“SHANDS EMPORIUM FINDS A NEW HOME IN THE CBD” Christchurch Heritage Trust Media Release (16th June 2015)

"Dr. Anna Crighton, Chair of Christchurch Heritage Limited, currently restoring the former Trinity Church on the corner of Worcester and Manchester Streets, is proud to announce that it has saved yet another listed heritage building for the central city. Shands Emporium, formerly of 88 Hereford Street, has recently been purchased and will sit perfectly facing Manchester Street beside the Trinity Church."

The Media Release is as follows:

 

MEDIA RELEASE AND PHOTO OPPORTUNITY

EMBARGOED UNTIL 12 noon TUESDAY 16 JUNE 2015

SHANDS EMPORIUM FINDS A NEW HOME IN THE CBD

 

PHOTO AND MEDIA OPPORTUNITY:
Tuesday 16 June 2015, 12 noon, in front of Shands on The Terrace site.

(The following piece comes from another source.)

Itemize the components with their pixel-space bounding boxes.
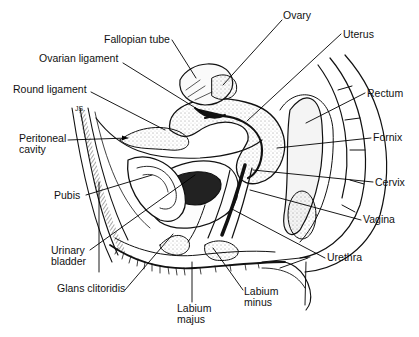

Dr Anna Crighton, Chair of Christchurch Heritage Limited, will hand over the purchase price of $1 for Shands Emporium to Antony Gough, Managing Director of Hereford Holdings Limited.

Antony Gough the owner of the Shands Emporium Building will sign a Sale and Purchase Agreement with Christchurch Heritage Limited at the same time. He said ‘This is a great result for this building and for heritage in general’.

Dr. Anna Crighton, Chair of Christchurch Heritage Limited, currently restoring the former Trinity Church on the corner of Worcester and Manchester Streets, is proud to announce that it has saved yet another listed heritage building for the central city. Shands Emporium, formerly of 88 Hereford Street, has recently been purchased and will sit perfectly facing Manchester Street beside the Trinity Church.

Crighton said ‘that as the city changes there is the danger that even more historic buildings may be thoughtlessly and needlessly destroyed. Christchurch Heritage Limited is demonstrating sheer grit and determination to effectively protect and revitalise what heritage they can in the CBD’.

Crighton said ‘Shands, built in 1860, is Christchurch’s oldest wooden commercial building left in the central business district and its future in the central city was in peril.  It is the last building of its kind in the CBD.  Shand’s is typical of buildings from the early years of colonisation. It is listed as a Group 2 on the Christchurch District Plan and a Category 1 by Heritage New Zealand’.

Antony Gough agrees that the siting of Shands not far from its original site is an excellent outcome. He wishes to pay tribute to Peter Croft who kept the retention of the building alive. ‘It was through Peter and his continued interest’, he said, ‘that maintained the hope that a suitable home would be found for the building’.

The move needs to be expedited quickly though. Gough said ‘We have a well driller working on site at this moment and they have got down 23m of the 38m for the first well. We need to get Shands off site before they get too close with the next three wells they will be putting down on our site’.

The complicated issues around the move (traffic management, craning the building over the tram wires on the corner of Hereford and Colombo Streets, liaising with road works in the area, health and safety compliance, resource consent etc) are being managed by Chris Hausmann, Director, Christchurch Heritage Limited. The move will be done at a quiet time of night, probably between midnight and 6am, when all transactions are completed and in place – around 2-3 weeks time.

 

For further information please contact:

Dr. Anna Crighton                                      Antony Gough

Chair                                                              Managing Director

Christchurch Heritage Limited                The Terrace

021 1844 689                                               027 433 1428

 

Chris Hausmann

Director

Christchurch Heritage Limited

027 279 0005

 

BACKGROUND:

It is not the first time that Shands has been endangered with annihilation. In the late 1970s the New Zealand Post Office planned a new telephone exchange in Hereford Street on land incorporating Shands Emporium site. Shands was earmarked for demolition and this resulted in a petition protesting its threatened existence being signed by several thousand people. In May 1981 the Ministerial requirement to designate the land was uplifted. The building was reprieved.

Shands Emporium has been in Gough Ownership for over 75 years or around half its lifetime. Antony Gough says that it would have been all too easy to have demolished it several times during this period but that he and his family have been determined to save it.